If we don’t reduce our greenhouse gas emissions substantially, we could risk up to a third of the global food production, according to a new study. As the world’s most important food-growing areas would be subject to temperature increases and shifting rainfall patters, growing food will become much more problematic.
Agriculture has always been subject to unpredictable weather, but while the short-term weather outbreaks are unpredictable, long-term climate trends are a different thing. While in some regions warmer temperatures may increase crop yields, the overall effect of climate change on agriculture is expected to be negative – reducing food supplies and raising prices.
Coupled with a growing population, estimated to reach 9.6 billion people by 2050, this is spelling trouble. Meeting the world’s food demands will require increasing food production by at least 60%, according to the UN — but that might be an understatement, with a 2011 study projecting that food production will have to increase by 100% to meet future demand. We’re already using our resources unsustainably, and if things continue on the current trajectory, things will get worse before they get better.
A bad climate for agriculture
Researchers at Aalto University in Finland found that about 95% of current crop production occurs in areas they define as “safe climatic space” — conditions where temperature, rainfall and aridity fall within certain bounds. If temperatures rise by over 3.7ºC (the business-as-usual scenario) that safe area would shrink dramatically.
This would especially affect south and south-eastern Asia and vast swaths or central Africa. The good news is that this can be stopped.
If carbon emissions are significantly reduced, in line with the Paris Agreement’s target of limiting temperature increases to 1.5ºC or 2ºC above pre-industrial levels, only between 5% and 8% of global food production would be at risk — which needless to say, is far more manageable.

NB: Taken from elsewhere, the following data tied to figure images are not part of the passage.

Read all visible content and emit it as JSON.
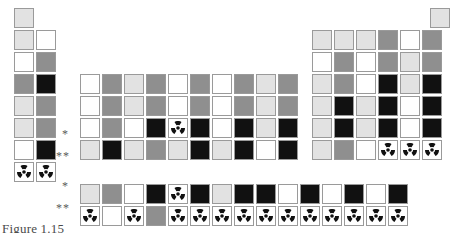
{
  "figure": {
    "caption": "Figure 1.15",
    "caption_clipped": true,
    "width": 459,
    "height": 233,
    "background": "#ffffff",
    "border_color": "#9a9a9a",
    "cell_size": 20,
    "cell_gap": 2,
    "icon": {
      "name": "radioactive-trefoil-icon",
      "color": "#111111"
    }
  },
  "markers": [
    {
      "id": "series-marker-lanthanide-inline",
      "label": "*",
      "x": 62,
      "y": 124
    },
    {
      "id": "series-marker-actinide-inline",
      "label": "**",
      "x": 56,
      "y": 146
    },
    {
      "id": "series-marker-lanthanide-row",
      "label": "*",
      "x": 62,
      "y": 176
    },
    {
      "id": "series-marker-actinide-row",
      "label": "**",
      "x": 56,
      "y": 198
    }
  ],
  "chart_data": {
    "type": "heatmap",
    "title": "Figure 1.15",
    "xlabel": "",
    "ylabel": "",
    "grid": false,
    "legend": "none",
    "shade_palette": {
      "white": "#ffffff",
      "light": "#e2e2e2",
      "mid": "#8f8f8f",
      "dark": "#111111"
    },
    "row_labels": [
      "1",
      "2",
      "3",
      "4",
      "5",
      "6",
      "7",
      "lanthanides",
      "actinides"
    ],
    "rows": [
      {
        "row": 1,
        "y": 8,
        "cells": [
          {
            "x": 14,
            "shade": "light",
            "radioactive": false
          },
          {
            "x": 430,
            "shade": "light",
            "radioactive": false
          }
        ]
      },
      {
        "row": 2,
        "y": 30,
        "cells": [
          {
            "x": 14,
            "shade": "light",
            "radioactive": false
          },
          {
            "x": 36,
            "shade": "white",
            "radioactive": false
          },
          {
            "x": 312,
            "shade": "light",
            "radioactive": false
          },
          {
            "x": 334,
            "shade": "light",
            "radioactive": false
          },
          {
            "x": 356,
            "shade": "light",
            "radioactive": false
          },
          {
            "x": 378,
            "shade": "mid",
            "radioactive": false
          },
          {
            "x": 400,
            "shade": "white",
            "radioactive": false
          },
          {
            "x": 422,
            "shade": "mid",
            "radioactive": false
          }
        ]
      },
      {
        "row": 3,
        "y": 52,
        "cells": [
          {
            "x": 14,
            "shade": "white",
            "radioactive": false
          },
          {
            "x": 36,
            "shade": "mid",
            "radioactive": false
          },
          {
            "x": 312,
            "shade": "white",
            "radioactive": false
          },
          {
            "x": 334,
            "shade": "mid",
            "radioactive": false
          },
          {
            "x": 356,
            "shade": "white",
            "radioactive": false
          },
          {
            "x": 378,
            "shade": "mid",
            "radioactive": false
          },
          {
            "x": 400,
            "shade": "light",
            "radioactive": false
          },
          {
            "x": 422,
            "shade": "mid",
            "radioactive": false
          }
        ]
      },
      {
        "row": 4,
        "y": 74,
        "cells": [
          {
            "x": 14,
            "shade": "mid",
            "radioactive": false
          },
          {
            "x": 36,
            "shade": "dark",
            "radioactive": false
          },
          {
            "x": 80,
            "shade": "white",
            "radioactive": false
          },
          {
            "x": 102,
            "shade": "mid",
            "radioactive": false
          },
          {
            "x": 124,
            "shade": "light",
            "radioactive": false
          },
          {
            "x": 146,
            "shade": "mid",
            "radioactive": false
          },
          {
            "x": 168,
            "shade": "white",
            "radioactive": false
          },
          {
            "x": 190,
            "shade": "mid",
            "radioactive": false
          },
          {
            "x": 212,
            "shade": "white",
            "radioactive": false
          },
          {
            "x": 234,
            "shade": "mid",
            "radioactive": false
          },
          {
            "x": 256,
            "shade": "light",
            "radioactive": false
          },
          {
            "x": 278,
            "shade": "mid",
            "radioactive": false
          },
          {
            "x": 312,
            "shade": "light",
            "radioactive": false
          },
          {
            "x": 334,
            "shade": "mid",
            "radioactive": false
          },
          {
            "x": 356,
            "shade": "white",
            "radioactive": false
          },
          {
            "x": 378,
            "shade": "dark",
            "radioactive": false
          },
          {
            "x": 400,
            "shade": "light",
            "radioactive": false
          },
          {
            "x": 422,
            "shade": "dark",
            "radioactive": false
          }
        ]
      },
      {
        "row": 5,
        "y": 96,
        "cells": [
          {
            "x": 14,
            "shade": "light",
            "radioactive": false
          },
          {
            "x": 36,
            "shade": "mid",
            "radioactive": false
          },
          {
            "x": 80,
            "shade": "white",
            "radioactive": false
          },
          {
            "x": 102,
            "shade": "mid",
            "radioactive": false
          },
          {
            "x": 124,
            "shade": "light",
            "radioactive": false
          },
          {
            "x": 146,
            "shade": "mid",
            "radioactive": false
          },
          {
            "x": 168,
            "shade": "white",
            "radioactive": false
          },
          {
            "x": 190,
            "shade": "mid",
            "radioactive": false
          },
          {
            "x": 212,
            "shade": "white",
            "radioactive": false
          },
          {
            "x": 234,
            "shade": "mid",
            "radioactive": false
          },
          {
            "x": 256,
            "shade": "light",
            "radioactive": false
          },
          {
            "x": 278,
            "shade": "mid",
            "radioactive": false
          },
          {
            "x": 312,
            "shade": "light",
            "radioactive": false
          },
          {
            "x": 334,
            "shade": "dark",
            "radioactive": false
          },
          {
            "x": 356,
            "shade": "light",
            "radioactive": false
          },
          {
            "x": 378,
            "shade": "dark",
            "radioactive": false
          },
          {
            "x": 400,
            "shade": "white",
            "radioactive": false
          },
          {
            "x": 422,
            "shade": "dark",
            "radioactive": false
          }
        ]
      },
      {
        "row": 6,
        "y": 118,
        "cells": [
          {
            "x": 14,
            "shade": "light",
            "radioactive": false
          },
          {
            "x": 36,
            "shade": "mid",
            "radioactive": false
          },
          {
            "x": 80,
            "shade": "white",
            "radioactive": false
          },
          {
            "x": 102,
            "shade": "mid",
            "radioactive": false
          },
          {
            "x": 124,
            "shade": "white",
            "radioactive": false
          },
          {
            "x": 146,
            "shade": "dark",
            "radioactive": false
          },
          {
            "x": 168,
            "shade": "white",
            "radioactive": true
          },
          {
            "x": 190,
            "shade": "dark",
            "radioactive": false
          },
          {
            "x": 212,
            "shade": "white",
            "radioactive": false
          },
          {
            "x": 234,
            "shade": "dark",
            "radioactive": false
          },
          {
            "x": 256,
            "shade": "light",
            "radioactive": false
          },
          {
            "x": 278,
            "shade": "dark",
            "radioactive": false
          },
          {
            "x": 312,
            "shade": "light",
            "radioactive": false
          },
          {
            "x": 334,
            "shade": "dark",
            "radioactive": false
          },
          {
            "x": 356,
            "shade": "light",
            "radioactive": false
          },
          {
            "x": 378,
            "shade": "dark",
            "radioactive": false
          },
          {
            "x": 400,
            "shade": "white",
            "radioactive": false
          },
          {
            "x": 422,
            "shade": "dark",
            "radioactive": false
          }
        ]
      },
      {
        "row": 7,
        "y": 140,
        "cells": [
          {
            "x": 14,
            "shade": "white",
            "radioactive": false
          },
          {
            "x": 36,
            "shade": "dark",
            "radioactive": false
          },
          {
            "x": 80,
            "shade": "light",
            "radioactive": false
          },
          {
            "x": 102,
            "shade": "dark",
            "radioactive": false
          },
          {
            "x": 124,
            "shade": "light",
            "radioactive": false
          },
          {
            "x": 146,
            "shade": "mid",
            "radioactive": false
          },
          {
            "x": 168,
            "shade": "light",
            "radioactive": false
          },
          {
            "x": 190,
            "shade": "dark",
            "radioactive": false
          },
          {
            "x": 212,
            "shade": "light",
            "radioactive": false
          },
          {
            "x": 234,
            "shade": "dark",
            "radioactive": false
          },
          {
            "x": 256,
            "shade": "white",
            "radioactive": false
          },
          {
            "x": 278,
            "shade": "dark",
            "radioactive": false
          },
          {
            "x": 312,
            "shade": "light",
            "radioactive": false
          },
          {
            "x": 334,
            "shade": "mid",
            "radioactive": false
          },
          {
            "x": 356,
            "shade": "white",
            "radioactive": false
          },
          {
            "x": 378,
            "shade": "white",
            "radioactive": true
          },
          {
            "x": 400,
            "shade": "white",
            "radioactive": true
          },
          {
            "x": 422,
            "shade": "white",
            "radioactive": true
          }
        ]
      },
      {
        "row": 8,
        "y": 162,
        "cells": [
          {
            "x": 14,
            "shade": "white",
            "radioactive": true
          },
          {
            "x": 36,
            "shade": "white",
            "radioactive": true
          }
        ]
      },
      {
        "row": 9,
        "series": "lanthanides",
        "y": 184,
        "cells": [
          {
            "x": 80,
            "shade": "light",
            "radioactive": false
          },
          {
            "x": 102,
            "shade": "mid",
            "radioactive": false
          },
          {
            "x": 124,
            "shade": "white",
            "radioactive": false
          },
          {
            "x": 146,
            "shade": "dark",
            "radioactive": false
          },
          {
            "x": 168,
            "shade": "white",
            "radioactive": true
          },
          {
            "x": 190,
            "shade": "dark",
            "radioactive": false
          },
          {
            "x": 212,
            "shade": "light",
            "radioactive": false
          },
          {
            "x": 234,
            "shade": "dark",
            "radioactive": false
          },
          {
            "x": 256,
            "shade": "dark",
            "radioactive": false
          },
          {
            "x": 278,
            "shade": "white",
            "radioactive": false
          },
          {
            "x": 300,
            "shade": "dark",
            "radioactive": false
          },
          {
            "x": 322,
            "shade": "white",
            "radioactive": false
          },
          {
            "x": 344,
            "shade": "dark",
            "radioactive": false
          },
          {
            "x": 366,
            "shade": "white",
            "radioactive": false
          },
          {
            "x": 388,
            "shade": "dark",
            "radioactive": false
          }
        ]
      },
      {
        "row": 10,
        "series": "actinides",
        "y": 206,
        "cells": [
          {
            "x": 80,
            "shade": "white",
            "radioactive": true
          },
          {
            "x": 102,
            "shade": "white",
            "radioactive": false
          },
          {
            "x": 124,
            "shade": "white",
            "radioactive": true
          },
          {
            "x": 146,
            "shade": "mid",
            "radioactive": false
          },
          {
            "x": 168,
            "shade": "white",
            "radioactive": true
          },
          {
            "x": 190,
            "shade": "white",
            "radioactive": true
          },
          {
            "x": 212,
            "shade": "white",
            "radioactive": true
          },
          {
            "x": 234,
            "shade": "white",
            "radioactive": true
          },
          {
            "x": 256,
            "shade": "white",
            "radioactive": true
          },
          {
            "x": 278,
            "shade": "white",
            "radioactive": true
          },
          {
            "x": 300,
            "shade": "white",
            "radioactive": true
          },
          {
            "x": 322,
            "shade": "white",
            "radioactive": true
          },
          {
            "x": 344,
            "shade": "white",
            "radioactive": true
          },
          {
            "x": 366,
            "shade": "white",
            "radioactive": true
          },
          {
            "x": 388,
            "shade": "white",
            "radioactive": true
          }
        ]
      }
    ]
  }
}
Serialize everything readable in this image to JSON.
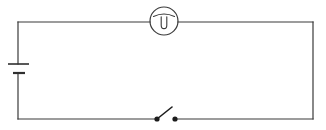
{
  "figure": {
    "background_color": "#ffffff",
    "line_color": "#3a3a3a",
    "width": 326,
    "height": 130
  },
  "circuit": {
    "loop": {
      "left_x": 18,
      "right_x": 313,
      "top_y": 22,
      "bottom_y": 119
    },
    "battery": {
      "label": "battery-cell",
      "position_x": 18,
      "long_plate": {
        "y": 64,
        "x1": 8,
        "x2": 29
      },
      "short_plate": {
        "y": 73,
        "x1": 13,
        "x2": 25
      }
    },
    "meter": {
      "label": "meter-lamp",
      "center_x": 164,
      "center_y": 21,
      "radius": 14,
      "glyph": "filament-loop"
    },
    "switch": {
      "label": "open-switch",
      "state": "open",
      "left_terminal_x": 157,
      "right_terminal_x": 175,
      "terminal_y": 119,
      "dot_radius": 2.6,
      "lever_tip_x": 172,
      "lever_tip_y": 107
    }
  }
}
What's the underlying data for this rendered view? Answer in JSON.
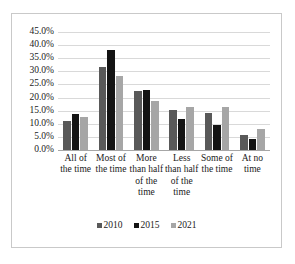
{
  "chart_data": {
    "type": "bar",
    "title": "",
    "subtitle": "",
    "xlabel": "",
    "ylabel": "",
    "ylim": [
      0,
      45
    ],
    "ytick_values": [
      0,
      5,
      10,
      15,
      20,
      25,
      30,
      35,
      40,
      45
    ],
    "ytick_labels": [
      "0.0%",
      "5.0%",
      "10.0%",
      "15.0%",
      "20.0%",
      "25.0%",
      "30.0%",
      "35.0%",
      "40.0%",
      "45.0%"
    ],
    "grid": true,
    "legend_position": "bottom",
    "categories": [
      "All of the time",
      "Most of the time",
      "More than half of the time",
      "Less than half of the time",
      "Some of the time",
      "At no time"
    ],
    "series": [
      {
        "name": "2010",
        "color": "#595959",
        "values": [
          11.0,
          31.6,
          22.4,
          15.1,
          14.3,
          5.6
        ]
      },
      {
        "name": "2015",
        "color": "#141414",
        "values": [
          13.8,
          38.2,
          22.9,
          11.8,
          9.6,
          4.2
        ]
      },
      {
        "name": "2021",
        "color": "#a6a6a6",
        "values": [
          12.5,
          28.4,
          18.7,
          16.3,
          16.5,
          7.9
        ]
      }
    ]
  },
  "axis": {
    "baseline_color": "#a6a6a6",
    "gridline_color": "#d9d9d9"
  },
  "frame": {
    "border_color": "#c9c9c9",
    "background": "#ffffff"
  }
}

“Rapid, out-of-control growth of greenhouse gas emissions may, by the end of the century, lead to more than a third of current global food production falling into conditions in which no food is produced today,” Matti Kummu, lead author, said in a statement. “The good news is that only a fraction of food production would face as-of-yet unseen conditions if we collectively reduce emissions.”
Kummu and his team used two future scenarios for climate change in their study. One projected a radical emission cut, limiting global warming to what was pledged in the Paris Agreement. And another one in which emissions continue growing as they are doing now, leading to a temperature increase of about 3.7º or even higher.
They used both models to understand how climate change would affect 27 of the most important food crops and seven different livestock, considering societies’ capacities to adapt to changes. In 52 of the 177 countries they studied food production would remain unaltered in the safe climatic space, including most of the European countries.
Meanwhile, countries already vulnerable to climate change such as Suriname, Benin and Ghana would be largely impacted if emissions aren’t reduced. The researchers estimate up to 95% of their food production would fall outside the safe climatic space. Plus, these nations have a more limited capacity to adapt to any climate changes.
Cascading problems
The study is the first to take a holistic look at the climatic conditions where food is grown today and how climate change will affect these areas in coming decades. For the researchers, the main message is the urgency to take action by mitigating climate change, increasing resilience in food systems and making food production sustainable.
As the planet becomes more and more intertwined, no problem will remain localized — things happening in distant parts of the world will cascade and ultimately affect all of us.
Another problem highlighted by researchers is the expansion of deserts, and the potential appearance of new ones.
If emissions are kept under control, the world’s largest climatic zone, the boreal forest, would shrink from its current 18 to 14.8 million square kilometers by 2100. If emissions aren’t reduced in line with the Paris Agreement, only roughly 8 million square kilometers of the vast forest would remain. North America would be particularly affected.
“If we let emissions grow, the increase in desert areas is especially troubling because in these conditions barely anything can grow without irrigation. By the end of this century, we could see more than 4 million square kilometers of new desert around the globe,” Kummu said in a statement. The Arctic tundra, for example, would disappear completely, he added.
The study was published in the journal One Earth.